Suppose I have $n$ independent, non-identically distributed random variables $X_1, X_2, ..., X_n$. Let $\mathbf{X}$ denote the corresponding random vector with joint density $f(\mathbf{X})$ simply the product of the individual densities.
Let $X_{(i)}(\mathbf{X})$ denote the function that returns the $i^{th}$ order statistic, and let $T(\mathbf{X})$ denote the trimmed mean in which the $d$ lowest and $d$ highest realizations are dropped from the average. Let $l\equiv d+1$ and $h \equiv n-d$, and $t\equiv n-2d$. Thus, we can define $T(\mathbf{X})=\frac{1}{t}\sum_{i=l}^{h}X_{(i)}(\mathbf{X})$
Finally, let $\delta^{p}_{(i)}(\mathbf{X})$ be an indicator that turns on if the $p^{th}$ random variable $X_p$ happens to be the $i^{th}$ order statistic. Formally, $\delta^{p}_{(i)}(\mathbf{X})$ equals $1$ if $X_{(i-1)}(\mathbf{X}_{-p}) < X_p < X_{(i)}(\mathbf{X}_{-p})$, and $0$ otherwise. I use $\mathbf{X}_{-p}$ to denote the random vector $\mathbf{X}$ excluding $X_p$.
I'm interested in proving the following, which I believe is true: $\text{Cov}\bigg( T(\mathbf{X}),\; X_p \times \delta^{p}_{(i)}(\mathbf{X}) \mid X_{(l-1)}(\mathbf{X}_{-p})
Any help?
It seems obvious that this has to be true. An average must be positively correlated with one of its elements. And on top of that, I believe that all order statistics must be positively correlated (though I can't prove that or find a reference), so I think that $X_p$ must be positively correlated with every order statistic included in $T(\mathbf{X})$.
Just a note: I'm using $f(\mathbf{X})$ as my probability measure. It might seem more natural to use a probability measure defined on the space of order statistic realizations, but then I think that it becomes hard to condition in the way that I need to.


Problem to work on:
Exact reproductions of all the entries, please, and no pictures.

Dataset listings of figures:
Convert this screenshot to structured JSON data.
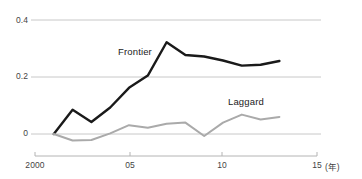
{
  "chart_data": {
    "type": "line",
    "title": "",
    "subtitle": "",
    "xlabel": "(年)",
    "ylabel": "",
    "xlim": [
      2000,
      2015
    ],
    "ylim": [
      -0.04,
      0.42
    ],
    "grid": true,
    "gridlines_y": [
      0,
      0.2,
      0.4
    ],
    "legend_position": "inline-annotation",
    "x_tick_labels": [
      "2000",
      "05",
      "10",
      "15"
    ],
    "x_tick_values": [
      2000,
      2005,
      2010,
      2015
    ],
    "y_tick_labels": [
      "0",
      "0.2",
      "0.4"
    ],
    "y_tick_values": [
      0,
      0.2,
      0.4
    ],
    "x": [
      2001,
      2002,
      2003,
      2004,
      2005,
      2006,
      2007,
      2008,
      2009,
      2010,
      2011,
      2012,
      2013
    ],
    "series": [
      {
        "name": "Frontier",
        "color": "#1a1a1a",
        "width": 2.4,
        "values": [
          0.0,
          0.085,
          0.042,
          0.093,
          0.162,
          0.205,
          0.322,
          0.277,
          0.272,
          0.258,
          0.24,
          0.243,
          0.256
        ]
      },
      {
        "name": "Laggard",
        "color": "#aaaaaa",
        "width": 2.0,
        "values": [
          0.0,
          -0.023,
          -0.021,
          0.002,
          0.031,
          0.022,
          0.036,
          0.04,
          -0.007,
          0.04,
          0.068,
          0.051,
          0.06
        ]
      }
    ],
    "annotations": [
      {
        "text": "Frontier",
        "x_px": 118,
        "y_px": 46
      },
      {
        "text": "Laggard",
        "x_px": 228,
        "y_px": 96
      }
    ],
    "axis_color": "#b4b4b4",
    "grid_color": "#c8c8c8",
    "text_color": "#444444"
  },
  "y_axis": {
    "ticks": [
      {
        "label": "0.4",
        "y_px": 21
      },
      {
        "label": "0.2",
        "y_px": 77
      },
      {
        "label": "0",
        "y_px": 134
      }
    ]
  },
  "x_axis": {
    "unit_label": "(年)",
    "ticks": [
      {
        "label": "2000",
        "x_px": 35
      },
      {
        "label": "05",
        "x_px": 130
      },
      {
        "label": "10",
        "x_px": 222
      },
      {
        "label": "15",
        "x_px": 317
      }
    ]
  }
}
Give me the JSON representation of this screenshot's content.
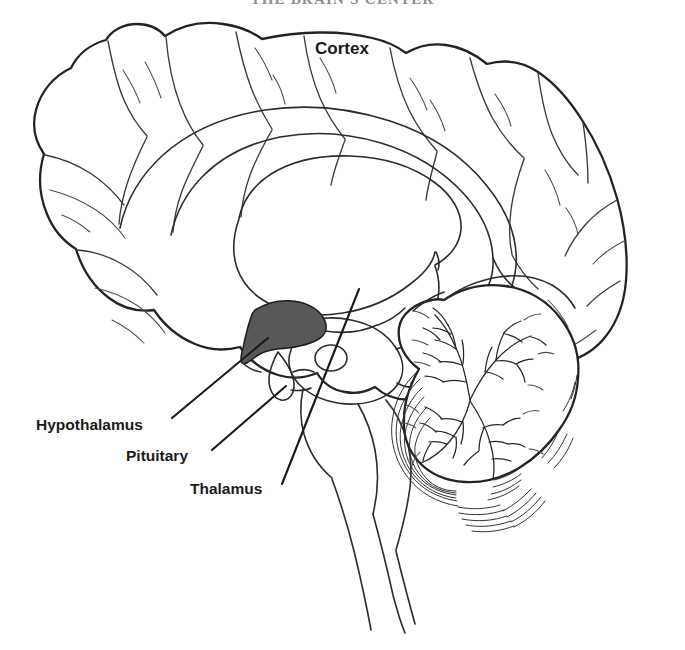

Response below:
Convert this screenshot to structured JSON data.
{
  "chart_data": {
    "type": "line",
    "title": "",
    "subtitle": "",
    "xlabel": "(年)",
    "ylabel": "",
    "xlim": [
      2000,
      2015
    ],
    "ylim": [
      -0.04,
      0.42
    ],
    "grid": true,
    "gridlines_y": [
      0,
      0.2,
      0.4
    ],
    "legend_position": "inline-annotation",
    "x_tick_labels": [
      "2000",
      "05",
      "10",
      "15"
    ],
    "x_tick_values": [
      2000,
      2005,
      2010,
      2015
    ],
    "y_tick_labels": [
      "0",
      "0.2",
      "0.4"
    ],
    "y_tick_values": [
      0,
      0.2,
      0.4
    ],
    "x": [
      2001,
      2002,
      2003,
      2004,
      2005,
      2006,
      2007,
      2008,
      2009,
      2010,
      2011,
      2012,
      2013
    ],
    "series": [
      {
        "name": "Frontier",
        "color": "#1a1a1a",
        "width": 2.4,
        "values": [
          0.0,
          0.085,
          0.042,
          0.093,
          0.162,
          0.205,
          0.322,
          0.277,
          0.272,
          0.258,
          0.24,
          0.243,
          0.256
        ]
      },
      {
        "name": "Laggard",
        "color": "#aaaaaa",
        "width": 2.0,
        "values": [
          0.0,
          -0.023,
          -0.021,
          0.002,
          0.031,
          0.022,
          0.036,
          0.04,
          -0.007,
          0.04,
          0.068,
          0.051,
          0.06
        ]
      }
    ],
    "annotations": [
      {
        "text": "Frontier",
        "x_px": 118,
        "y_px": 46
      },
      {
        "text": "Laggard",
        "x_px": 228,
        "y_px": 96
      }
    ],
    "axis_color": "#b4b4b4",
    "grid_color": "#c8c8c8",
    "text_color": "#444444"
  },
  "y_axis": {
    "ticks": [
      {
        "label": "0.4",
        "y_px": 21
      },
      {
        "label": "0.2",
        "y_px": 77
      },
      {
        "label": "0",
        "y_px": 134
      }
    ]
  },
  "x_axis": {
    "unit_label": "(年)",
    "ticks": [
      {
        "label": "2000",
        "x_px": 35
      },
      {
        "label": "05",
        "x_px": 130
      },
      {
        "label": "10",
        "x_px": 222
      },
      {
        "label": "15",
        "x_px": 317
      }
    ]
  }
}
Give me the JSON representation of this screenshot's content.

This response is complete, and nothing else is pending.